"Nice night," he said as he moved up beside me.
"Mmhmm. Very nice. I’ve been enjoying it for a bit now."
He didn’t take the bait. Instead, he asked, "How's Grizzly?"
"Good. Auden has been a huge asset to the team. They’ve got a lot of potential athletes to sign. It’s been kind of chaotic, so he'sgot his notes spread across the whole kitchen table, and Wells is supervising. It’s adorable."
Pops smiled. "Good system."
"It works for them." I paused, then said, "Pops.”
"Paxton," he replied in the same tone.
"You've been away from home a lot lately.”
"I have."
“Any particular reason?”
"You remember," he said finally, "when you were maybe sixteen, and I had that terrible date with the woman from the school board?"
I remembered. She had shown up forty minutes late and spent most of dinner talking about a renovation project in a way that communicated she expected Pops to be fascinated by load-bearing walls. Pops had come home with the declaration he wasn’t going to date anymore.
"I recall said date.”
"I told myself I was done trying after that one. Not because of her specifically. Just because the whole enterprise of it felt—I don't know. Wrong timing. I felt like I was making a fool of myself."
"You weren't though."
"I was a little," he argued. "Anyway. I stopped. And then life did what it does and here we are years later. Moving to Bellport was meant to be a change. I didn’t expect it to go this far.”
“Go far how? What do you mean?”
"I met someone.” The words were plain, yet he spoke them as if a bomb were about to go off.
"Okay. That explains some things.”
He exhaled. "It wasn't planned. I wasn't looking. You know I wasn't looking, Paxton. I thought that part of my life was over. And then I met this person and it changed everything."
I was quiet for a moment. It wasn’t because his words upset me. More about how I needed to handle the next steps. I didn’t want him to think I was judging him. While this was a bit of a shock, I didn’t feel any anger. I was, however, very interested in the details.
"How long?" I asked, since it was the most obvious first question.
"A few months." He looked at me then, directly, for the first time in the conversation. "I wanted to be sure before I said anything. I didn't want to—I didn't want to make it a thing before I knew for sure. You know what I mean?"
"I do. It makes perfect sense."
"And I wasn't sure how you'd—" He stopped.
"Pops. I want you to be happy. That's the only thing I want. Whatever that looks like."
He pressed his lips together and looked away. I gave him the moment because he would have, and had, given me the same. This was the least I could do.
"This person," he said, "makes me feel like the lights came back on. Like I can see everything through a different lens."
The lights came back on.
I thought about what that meant. About the years after my mother died when Pops had moved through his days with love but without that bouncy energy he was known for. About the man who had done everything he could to keep me in the sport I loved, no matter the cost to him.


Problem to work on: Examine each line of the data, and copy the ones containing "real".

Data excerpts:
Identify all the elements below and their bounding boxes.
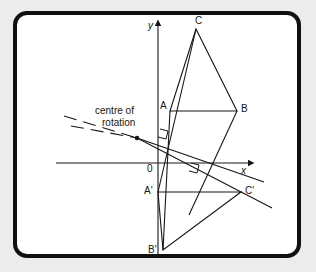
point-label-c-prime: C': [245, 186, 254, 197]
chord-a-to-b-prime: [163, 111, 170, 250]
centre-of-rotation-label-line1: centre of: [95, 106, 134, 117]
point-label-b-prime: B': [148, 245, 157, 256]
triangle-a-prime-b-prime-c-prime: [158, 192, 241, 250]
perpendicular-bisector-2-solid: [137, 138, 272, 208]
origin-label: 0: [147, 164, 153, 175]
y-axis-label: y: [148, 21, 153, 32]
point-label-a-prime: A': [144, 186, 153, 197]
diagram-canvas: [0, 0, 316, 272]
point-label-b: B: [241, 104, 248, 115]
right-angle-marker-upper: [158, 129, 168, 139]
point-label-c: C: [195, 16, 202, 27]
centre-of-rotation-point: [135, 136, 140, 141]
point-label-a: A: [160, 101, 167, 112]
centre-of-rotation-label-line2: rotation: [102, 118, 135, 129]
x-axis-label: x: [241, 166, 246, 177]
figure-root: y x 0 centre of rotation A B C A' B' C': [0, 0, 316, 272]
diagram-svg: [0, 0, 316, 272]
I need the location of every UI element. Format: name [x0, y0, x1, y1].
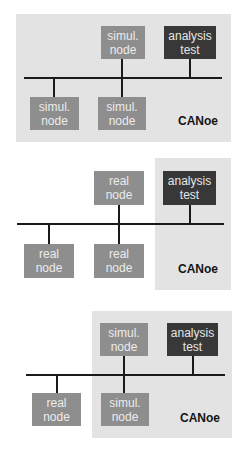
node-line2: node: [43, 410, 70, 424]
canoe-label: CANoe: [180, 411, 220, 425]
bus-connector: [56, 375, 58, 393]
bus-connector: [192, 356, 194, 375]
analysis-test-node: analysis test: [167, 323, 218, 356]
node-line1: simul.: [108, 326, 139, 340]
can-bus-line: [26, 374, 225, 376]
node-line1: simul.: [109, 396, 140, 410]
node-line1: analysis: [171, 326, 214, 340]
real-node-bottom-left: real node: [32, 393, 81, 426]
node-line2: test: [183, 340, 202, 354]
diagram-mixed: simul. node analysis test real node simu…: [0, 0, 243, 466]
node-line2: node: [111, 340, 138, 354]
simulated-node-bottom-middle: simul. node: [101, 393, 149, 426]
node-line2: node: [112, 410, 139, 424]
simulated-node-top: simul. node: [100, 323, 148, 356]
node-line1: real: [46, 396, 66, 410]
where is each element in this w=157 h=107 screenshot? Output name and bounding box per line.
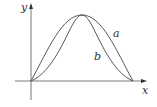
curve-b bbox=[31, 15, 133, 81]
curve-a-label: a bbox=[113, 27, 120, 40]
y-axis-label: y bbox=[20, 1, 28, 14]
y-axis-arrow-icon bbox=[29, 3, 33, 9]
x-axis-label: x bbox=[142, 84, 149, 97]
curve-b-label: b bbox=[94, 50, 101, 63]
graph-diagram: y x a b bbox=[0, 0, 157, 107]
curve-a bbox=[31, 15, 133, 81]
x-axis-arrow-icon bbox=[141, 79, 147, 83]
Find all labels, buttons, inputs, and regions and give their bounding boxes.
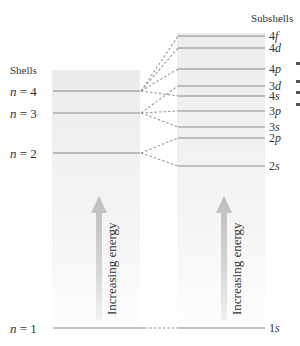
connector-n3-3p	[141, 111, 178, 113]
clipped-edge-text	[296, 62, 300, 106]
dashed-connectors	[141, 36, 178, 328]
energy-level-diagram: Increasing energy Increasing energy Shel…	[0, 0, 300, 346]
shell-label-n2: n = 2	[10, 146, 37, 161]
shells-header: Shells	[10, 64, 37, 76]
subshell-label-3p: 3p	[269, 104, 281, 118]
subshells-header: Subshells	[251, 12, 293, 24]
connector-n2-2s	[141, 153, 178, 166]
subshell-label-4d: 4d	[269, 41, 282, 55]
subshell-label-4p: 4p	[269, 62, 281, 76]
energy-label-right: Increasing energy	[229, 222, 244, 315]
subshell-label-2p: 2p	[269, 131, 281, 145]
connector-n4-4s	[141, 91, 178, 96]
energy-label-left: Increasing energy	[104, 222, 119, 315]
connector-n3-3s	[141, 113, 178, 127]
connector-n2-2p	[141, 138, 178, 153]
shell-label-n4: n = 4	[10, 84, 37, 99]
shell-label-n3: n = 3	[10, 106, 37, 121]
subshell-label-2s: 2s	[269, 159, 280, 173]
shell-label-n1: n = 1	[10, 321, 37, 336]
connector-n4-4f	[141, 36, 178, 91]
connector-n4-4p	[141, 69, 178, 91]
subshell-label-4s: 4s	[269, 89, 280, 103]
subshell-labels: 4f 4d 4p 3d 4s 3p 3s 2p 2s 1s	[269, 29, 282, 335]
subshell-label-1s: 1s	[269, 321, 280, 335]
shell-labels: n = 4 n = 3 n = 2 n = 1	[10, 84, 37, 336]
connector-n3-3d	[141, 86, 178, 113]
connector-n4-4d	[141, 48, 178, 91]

Exercise response:
real-node-bottom-left: real node: [32, 393, 81, 426]
diagram-mixed: simul. node analysis test real node simu…: [0, 0, 243, 466]
node-line1: real: [46, 396, 66, 410]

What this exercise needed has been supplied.